At the end of April, the commission informed Inuvik officials that the Northwest Territories community would host a national event in June 2011 – one of seven such gatherings to take place annually until 2014.

This year, Winnipeg will host what is scheduled as a five-day affair from June 15 to 19 at a culturally significant location known as the Forks.

Formerly established on June 1, 2008, the Truth and Reconciliation Commission is part of the $4.5-billion Indian Residential Schools Settlement Agreement between former students, churches and the Canadian government.

The commission – its namesake and general mandate borrowed from the South African agency formed to address post-apartheid trauma in that country – offers anyone affected by Canadian residential schools a chance to tell their stories.

It is estimated that between the late 1870s to 1996, when the last residential school in Canada closed, more than 150,000 aboriginal children were taken from their homes and forced to attend the church-run, federally financed institutions.

Among indignities suffered under the schools' care, students were forbidden to speak their mother tongues, and disobedience was often met with severe corporal punishment.

During Wednesday afternoon's debate, Justice Minister Marian Horne, a former residential school student, offered a window into the horrors some residential school students faced.

"I'll tell you a story about a young girl who was sick with measles.
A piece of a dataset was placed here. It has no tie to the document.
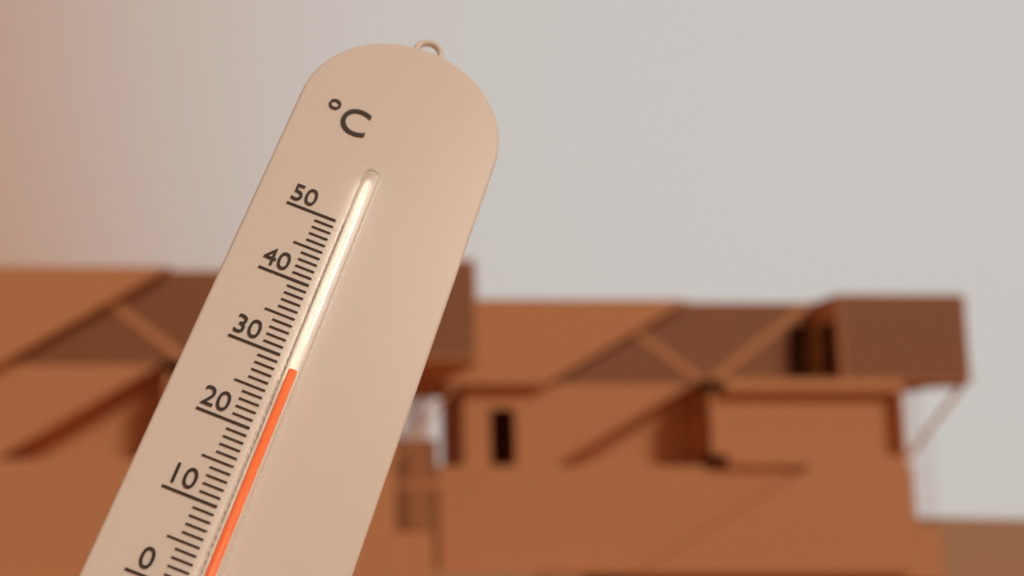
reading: 28 °C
She and another young boy were put into an isolation room with no physical contact ... Because it was contagious, no one was allowed to enter the room or come out,” Horne recalled in an emotional address to her colleagues.

"The young boy died and no one knew or even bothered to check on them. The young girl was in there for days before they found she was in there with a corpse.

How do you think she feels living with this memory?”

Speaking before Horne, NDP member Steve Cardiff said the motion was crafted with good intentions, and suggested the government draft a letter to the commission, encouraging the body to talk to Yukoners.

"If you were to call and talk to the Truth and Reconciliation Commission of Canada, you would find out that they are not necessarily doing a cross-country tour this year,” Cardiff stated.

"You would also find out that they will visit any locally organized Indian residential school events. My staff called the commission today to get some answers and hopefully clear some of these things up.”

Speaking for the commission, Carleton told the Star that while the Yukon is not scheduled for a national event, the Truth and Reconciliation Commission has visited the territory before and will do so again.

"It's whatever the community wants,” Carleton said of what form the commission's visits would take.

"And whatever the individuals (taking part) are comfortable with.

"They can make a statement any way – publicly, privately, they can have somebody with them or they can do it by letter.

"We've had people who've provided a painting or a poem, so they can express themselves in any way ... it's completely up to them.”